My webinar for NAIWE on surviving as a freelance journalist is today. The PowerPoint is ready, I’m about to get caffeined up, and I’m thinking. What did I miss in my outline? Nothing really.
But it’s more of the intangible things I’m ruminating over. I’m thinking about what survival means.
I think you have to go through times of surviving. For those doing this as a career–and those who need the money–you go through bouts when you’ll write just about anything in order to pay the bills.
Then you go through periods of thriving.
But somehow, when you’re on your own–independent, self-employed, what have you–it always comes back to survival. Even decades in.
Why survival?
Because if you stop working at it, there’s no cushion to save you.
Some people in traditional jobs may not mentally show up every day, but they still go and their job is still there. Their company is still there. There are other companies to go to if one doesn’t work out.
For the journalist, if you stop doing it, there’s no other company to go to if you want to be self-employed…you’re it.
I am nearly 15 years in. Sure, I don’t go through times of no work but I have gone through lean times. When I felt like I was surviving. Or starving like I was 15 years ago. This is okay. (If nothing else, it keeps you on your feet so you know where you want to head next with your business.)
So don’t think that if you’re feeling like you are in “survival” mode that you are a failure…especially if you’re experienced. We all have to keep hustling to stay in business, and self-employed businesses ebb and flow. You’ll start hustling again. And if you are and nothing is happening, it will.
Just by sticking with it, so long as this is what you want to be doing, you’re surviving.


■ What the task asks: Only the lines from the one with "The width and height of the screenshot is (639, 540)." to the end of the records are wanted, each repeated exactly, both ends included.

+===+

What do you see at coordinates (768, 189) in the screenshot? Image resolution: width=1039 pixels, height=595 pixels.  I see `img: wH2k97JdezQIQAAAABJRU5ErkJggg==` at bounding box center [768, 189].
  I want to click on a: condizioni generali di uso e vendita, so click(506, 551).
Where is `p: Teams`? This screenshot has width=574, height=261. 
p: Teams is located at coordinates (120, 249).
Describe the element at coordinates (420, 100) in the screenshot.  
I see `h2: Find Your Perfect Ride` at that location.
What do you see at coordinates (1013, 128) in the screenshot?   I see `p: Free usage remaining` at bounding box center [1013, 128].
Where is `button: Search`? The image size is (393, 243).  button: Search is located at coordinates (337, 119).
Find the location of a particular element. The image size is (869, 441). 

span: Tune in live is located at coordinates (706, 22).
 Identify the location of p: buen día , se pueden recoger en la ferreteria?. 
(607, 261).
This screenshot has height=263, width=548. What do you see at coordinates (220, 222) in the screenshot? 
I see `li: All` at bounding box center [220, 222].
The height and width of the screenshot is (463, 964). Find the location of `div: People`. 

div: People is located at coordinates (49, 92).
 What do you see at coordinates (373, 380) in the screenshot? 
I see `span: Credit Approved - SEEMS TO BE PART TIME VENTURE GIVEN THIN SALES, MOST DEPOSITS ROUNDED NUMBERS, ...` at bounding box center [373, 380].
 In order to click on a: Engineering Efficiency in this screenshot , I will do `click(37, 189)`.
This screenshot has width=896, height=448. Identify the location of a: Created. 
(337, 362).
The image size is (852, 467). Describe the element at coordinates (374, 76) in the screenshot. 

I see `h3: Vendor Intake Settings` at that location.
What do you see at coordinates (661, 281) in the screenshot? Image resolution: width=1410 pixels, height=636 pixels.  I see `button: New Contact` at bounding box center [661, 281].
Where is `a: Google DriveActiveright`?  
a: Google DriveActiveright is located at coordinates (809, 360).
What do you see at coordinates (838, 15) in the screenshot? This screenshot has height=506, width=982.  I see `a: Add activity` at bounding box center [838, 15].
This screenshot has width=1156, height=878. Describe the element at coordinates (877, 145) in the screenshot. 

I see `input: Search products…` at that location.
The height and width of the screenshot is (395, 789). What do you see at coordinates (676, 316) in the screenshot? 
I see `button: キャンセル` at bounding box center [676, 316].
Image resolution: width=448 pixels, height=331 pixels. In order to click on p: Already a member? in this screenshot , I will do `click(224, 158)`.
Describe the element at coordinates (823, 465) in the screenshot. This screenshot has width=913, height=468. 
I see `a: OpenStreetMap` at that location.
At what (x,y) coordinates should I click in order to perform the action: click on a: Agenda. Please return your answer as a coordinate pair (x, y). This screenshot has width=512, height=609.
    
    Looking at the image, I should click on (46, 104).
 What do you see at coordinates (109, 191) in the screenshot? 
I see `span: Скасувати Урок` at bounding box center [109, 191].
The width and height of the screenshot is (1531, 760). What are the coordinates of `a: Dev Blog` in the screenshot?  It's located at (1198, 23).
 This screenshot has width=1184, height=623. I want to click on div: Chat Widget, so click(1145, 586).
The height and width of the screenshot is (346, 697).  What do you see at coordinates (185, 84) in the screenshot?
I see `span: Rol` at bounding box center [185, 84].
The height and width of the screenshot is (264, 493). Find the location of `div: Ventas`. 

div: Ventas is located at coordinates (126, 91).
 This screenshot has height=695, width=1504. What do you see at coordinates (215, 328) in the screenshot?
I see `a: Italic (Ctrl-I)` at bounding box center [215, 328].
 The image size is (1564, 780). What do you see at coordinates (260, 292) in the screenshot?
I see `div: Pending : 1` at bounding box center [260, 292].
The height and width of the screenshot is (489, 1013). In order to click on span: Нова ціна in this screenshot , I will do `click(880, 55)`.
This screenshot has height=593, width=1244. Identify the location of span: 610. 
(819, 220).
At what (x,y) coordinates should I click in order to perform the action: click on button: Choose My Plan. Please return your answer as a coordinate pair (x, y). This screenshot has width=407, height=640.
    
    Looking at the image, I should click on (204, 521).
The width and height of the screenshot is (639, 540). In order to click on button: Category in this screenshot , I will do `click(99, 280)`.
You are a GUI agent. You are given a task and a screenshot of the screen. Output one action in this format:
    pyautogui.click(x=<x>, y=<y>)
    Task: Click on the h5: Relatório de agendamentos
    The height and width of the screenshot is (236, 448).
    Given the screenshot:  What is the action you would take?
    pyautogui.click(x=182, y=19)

+===+

■ Response:
The width and height of the screenshot is (639, 540). In order to click on button: Category in this screenshot , I will do `click(99, 280)`.
You are a GUI agent. You are given a task and a screenshot of the screen. Output one action in this format:
    pyautogui.click(x=<x>, y=<y>)
    Task: Click on the h5: Relatório de agendamentos
    The height and width of the screenshot is (236, 448).
    Given the screenshot:  What is the action you would take?
    pyautogui.click(x=182, y=19)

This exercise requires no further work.